The transaction deadline in Tout Wars is 5pm on Friday. The idea is to give players looking at Monday deadlines an idea of what the pros have done. And to give Nando DiFino material for his engaging ESPN.com column, Playing with the Pros.

How to determine when transactions have been made is an eternal struggle for fantasy leagues. In this case, the Phillies’ press release (linked here) is timed at 4:51 pm on Friday, nine minutes before the transaction deadline. Not one of the pros bid on Iguchi except for Major League Baseball Advanced Media employee Cory Schwartz. So, given our Vickery bidding system, his $22 bid on Iguchi becomes an uncontested $1 bid. Kudos to Cory.

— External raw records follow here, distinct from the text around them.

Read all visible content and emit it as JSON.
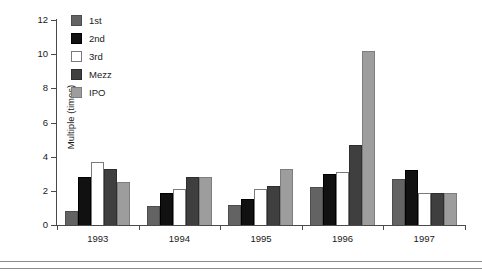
{
  "chart_data": {
    "type": "bar",
    "title": "",
    "xlabel": "",
    "ylabel": "Multiple (times)",
    "categories": [
      "1993",
      "1994",
      "1995",
      "1996",
      "1997"
    ],
    "ylim": [
      0,
      12
    ],
    "ytick_values": [
      0,
      2,
      4,
      6,
      8,
      10,
      12
    ],
    "ytick_labels": [
      "0",
      "2",
      "4",
      "6",
      "8",
      "10",
      "12"
    ],
    "grid": false,
    "legend_position": "top-left-inside",
    "series": [
      {
        "name": "1st",
        "color": "#636363",
        "values": [
          0.8,
          1.1,
          1.2,
          2.2,
          2.7
        ]
      },
      {
        "name": "2nd",
        "color": "#111111",
        "values": [
          2.8,
          1.9,
          1.5,
          3.0,
          3.2
        ]
      },
      {
        "name": "3rd",
        "color": "#ffffff",
        "values": [
          3.7,
          2.1,
          2.1,
          3.1,
          1.9
        ]
      },
      {
        "name": "Mezz",
        "color": "#3f3f3f",
        "values": [
          3.3,
          2.8,
          2.3,
          4.7,
          1.9
        ]
      },
      {
        "name": "IPO",
        "color": "#9d9d9d",
        "values": [
          2.5,
          2.8,
          3.3,
          10.2,
          1.9
        ]
      }
    ]
  }
}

If the Phillies’ press release was actually posted at 4:51, I doubt that the actual transaction was reported on the mlb.com or espn.com transaction lists, which we have used as the standard in the American Dream League. As Swatman of that league I check what’s on those two sites at noon each claims Monday and only players listed are eligible to be claimed.

But now I wonder if timestamped press releases on team’s individual sites should count? As long as the timestamp and the actual claim beat the deadline, I don’t see why not.

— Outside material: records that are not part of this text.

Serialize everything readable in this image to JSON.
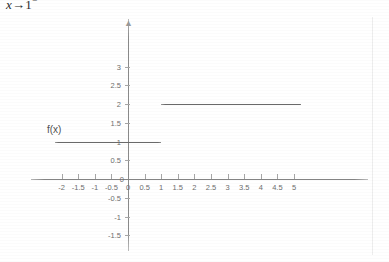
{
  "caption": {
    "prefix": "x",
    "arrow": "→",
    "target": "1",
    "superscript": "−",
    "full_text": "x→1⁻"
  },
  "figure": {
    "curve_label": "f(x)"
  },
  "chart_data": {
    "type": "line",
    "title": "",
    "subtitle": "",
    "xlabel": "",
    "ylabel": "",
    "grid": false,
    "legend": "none",
    "annotations": [
      "f(x)"
    ],
    "xlim": [
      -2.2,
      5.2
    ],
    "ylim": [
      -1.5,
      3.2
    ],
    "x_ticks": [
      -2,
      -1.5,
      -1,
      -0.5,
      0,
      0.5,
      1,
      1.5,
      2,
      2.5,
      3,
      3.5,
      4,
      4.5,
      5
    ],
    "x_tick_labels": [
      "-2",
      "-1.5",
      "-1",
      "-0.5",
      "0",
      "0.5",
      "1",
      "1.5",
      "2",
      "2.5",
      "3",
      "3.5",
      "4",
      "4.5",
      "5"
    ],
    "y_ticks": [
      3,
      2.5,
      2,
      1.5,
      1,
      0.5,
      0,
      -0.5,
      -1,
      -1.5
    ],
    "y_tick_labels": [
      "3",
      "2.5",
      "2",
      "1.5",
      "1",
      "0.5",
      "0",
      "-0.5",
      "-1",
      "-1.5"
    ],
    "series": [
      {
        "name": "f(x) left branch",
        "x": [
          -2.2,
          1.0
        ],
        "y": [
          1,
          1
        ],
        "value": 1
      },
      {
        "name": "f(x) right branch",
        "x": [
          1.0,
          5.2
        ],
        "y": [
          2,
          2
        ],
        "value": 2
      }
    ]
  }
}
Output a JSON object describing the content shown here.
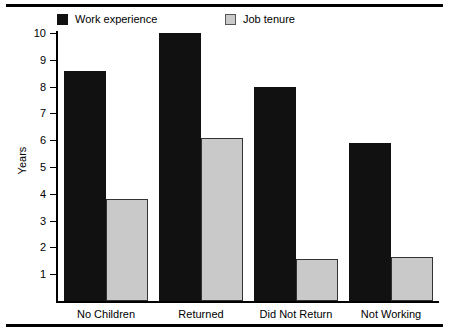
{
  "chart_data": {
    "type": "bar",
    "title": "",
    "xlabel": "",
    "ylabel": "Years",
    "ylim": [
      0,
      10
    ],
    "ytick_values": [
      1,
      2,
      3,
      4,
      5,
      6,
      7,
      8,
      9,
      10
    ],
    "ytick_labels": [
      "1",
      "2",
      "3",
      "4",
      "5",
      "6",
      "7",
      "8",
      "9",
      "10"
    ],
    "grid": false,
    "legend_position": "top",
    "categories": [
      "No Children",
      "Returned",
      "Did Not Return",
      "Not Working"
    ],
    "series": [
      {
        "name": "Work experience",
        "color": "#111111",
        "values": [
          8.6,
          10.0,
          8.0,
          5.9
        ]
      },
      {
        "name": "Job tenure",
        "color": "#c9c9c9",
        "values": [
          3.8,
          6.1,
          1.55,
          1.65
        ]
      }
    ]
  },
  "legend": {
    "entries": [
      {
        "label": "Work experience",
        "swatch": "dark"
      },
      {
        "label": "Job tenure",
        "swatch": "light"
      }
    ]
  },
  "axes": {
    "y_axis_label": "Years"
  }
}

Fantasy sports info and games for fantasy football, fantasy baseball, fantasy basketball, fantasy hockey pools and more

RotoWire.com

The shocking thing about the Rotowire redesign is that good looking can be so disorienting.

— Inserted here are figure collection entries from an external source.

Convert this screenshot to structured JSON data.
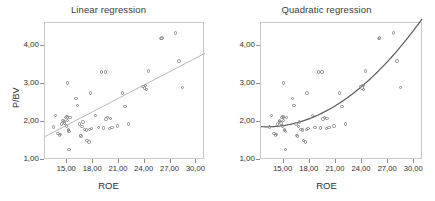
{
  "figure": {
    "xlabel": "ROE",
    "ylabel": "P/BV",
    "panels": [
      {
        "id": "linear",
        "title": "Linear regression",
        "fit": "linear",
        "fit_color": "#b9b9b9"
      },
      {
        "id": "quadratic",
        "title": "Quadratic regression",
        "fit": "quadratic",
        "fit_color": "#5a5a5a"
      }
    ]
  },
  "chart_data": [
    {
      "type": "scatter",
      "title": "Linear regression",
      "xlabel": "ROE",
      "ylabel": "P/BV",
      "xlim": [
        12.4,
        31.0
      ],
      "ylim": [
        1.0,
        4.62
      ],
      "xticks": [
        15,
        18,
        21,
        24,
        27,
        30
      ],
      "xticklabels": [
        "15,00",
        "18,00",
        "21,00",
        "24,00",
        "27,00",
        "30,00"
      ],
      "yticks": [
        1,
        2,
        3,
        4
      ],
      "yticklabels": [
        "1,00",
        "2,00",
        "3,00",
        "4,00"
      ],
      "grid": false,
      "legend": "none",
      "marker": "open-circle",
      "x": [
        13.4,
        13.6,
        13.9,
        14.1,
        14.2,
        14.3,
        14.5,
        14.6,
        14.7,
        14.8,
        14.9,
        14.9,
        15.0,
        15.0,
        15.0,
        15.1,
        15.1,
        15.2,
        15.2,
        15.3,
        16.0,
        16.2,
        16.4,
        16.5,
        16.6,
        16.7,
        16.8,
        17.0,
        17.2,
        17.3,
        17.5,
        17.6,
        17.7,
        17.8,
        18.3,
        18.6,
        19.0,
        19.2,
        19.4,
        19.5,
        19.7,
        19.9,
        20.0,
        20.2,
        20.8,
        21.4,
        21.7,
        22.1,
        23.8,
        24.0,
        24.1,
        24.2,
        24.4,
        25.9,
        26.0,
        27.6,
        28.0,
        28.4
      ],
      "y": [
        1.87,
        2.18,
        1.7,
        1.66,
        1.68,
        1.95,
        2.05,
        2.01,
        1.98,
        2.12,
        2.15,
        1.9,
        3.03,
        2.14,
        2.05,
        1.8,
        1.78,
        1.76,
        1.27,
        2.13,
        2.62,
        2.44,
        1.95,
        1.65,
        1.63,
        1.88,
        2.0,
        1.8,
        1.79,
        1.52,
        1.48,
        1.81,
        2.77,
        1.83,
        2.17,
        1.86,
        3.33,
        1.85,
        3.32,
        2.08,
        2.12,
        1.84,
        2.1,
        1.86,
        1.9,
        2.77,
        2.41,
        1.95,
        2.95,
        2.9,
        2.97,
        2.86,
        3.35,
        4.21,
        4.22,
        4.36,
        3.62,
        2.91
      ],
      "fit": {
        "kind": "linear",
        "color": "#b9b9b9",
        "endpoints": [
          [
            12.4,
            1.62
          ],
          [
            31.0,
            3.82
          ]
        ]
      }
    },
    {
      "type": "scatter",
      "title": "Quadratic regression",
      "xlabel": "ROE",
      "ylabel": "P/BV",
      "xlim": [
        12.4,
        31.0
      ],
      "ylim": [
        1.0,
        4.62
      ],
      "xticks": [
        15,
        18,
        21,
        24,
        27,
        30
      ],
      "xticklabels": [
        "15,00",
        "18,00",
        "21,00",
        "24,00",
        "27,00",
        "30,00"
      ],
      "yticks": [
        1,
        2,
        3,
        4
      ],
      "yticklabels": [
        "1,00",
        "2,00",
        "3,00",
        "4,00"
      ],
      "grid": false,
      "legend": "none",
      "marker": "open-circle",
      "x": [
        13.4,
        13.6,
        13.9,
        14.1,
        14.2,
        14.3,
        14.5,
        14.6,
        14.7,
        14.8,
        14.9,
        14.9,
        15.0,
        15.0,
        15.0,
        15.1,
        15.1,
        15.2,
        15.2,
        15.3,
        16.0,
        16.2,
        16.4,
        16.5,
        16.6,
        16.7,
        16.8,
        17.0,
        17.2,
        17.3,
        17.5,
        17.6,
        17.7,
        17.8,
        18.3,
        18.6,
        19.0,
        19.2,
        19.4,
        19.5,
        19.7,
        19.9,
        20.0,
        20.2,
        20.8,
        21.4,
        21.7,
        22.1,
        23.8,
        24.0,
        24.1,
        24.2,
        24.4,
        25.9,
        26.0,
        27.6,
        28.0,
        28.4
      ],
      "y": [
        1.87,
        2.18,
        1.7,
        1.66,
        1.68,
        1.95,
        2.05,
        2.01,
        1.98,
        2.12,
        2.15,
        1.9,
        3.03,
        2.14,
        2.05,
        1.8,
        1.78,
        1.76,
        1.27,
        2.13,
        2.62,
        2.44,
        1.95,
        1.65,
        1.63,
        1.88,
        2.0,
        1.8,
        1.79,
        1.52,
        1.48,
        1.81,
        2.77,
        1.83,
        2.17,
        1.86,
        3.33,
        1.85,
        3.32,
        2.08,
        2.12,
        1.84,
        2.1,
        1.86,
        1.9,
        2.77,
        2.41,
        1.95,
        2.95,
        2.9,
        2.97,
        2.86,
        3.35,
        4.21,
        4.22,
        4.36,
        3.62,
        2.91
      ],
      "fit": {
        "kind": "quadratic",
        "color": "#5a5a5a",
        "coefficients": {
          "a": 0.00895,
          "b": -0.2335,
          "c": 3.4
        }
      }
    }
  ]
}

The site now looks somewhat organized, which is a plus, though in my 10 minutes visiting the new site I can’t say I’m happy with it. None of us, I think, change easily. I’m sure this will pass.

The other shocking thing is that forefront in the new design are Rotowire’s articles and newswire news. Secondary are the individual player updates that are the main reason I visit the site.

This so flies in the face of my experience, I want news updates long before I want news analysis, I fear this is a terrible mistake. But both RotoTimes and RotoWorld have made similar adjustments, so I may be in the minority. No matter what I think, in the new Rotowire design authorial voice and analysis wins.

Curious.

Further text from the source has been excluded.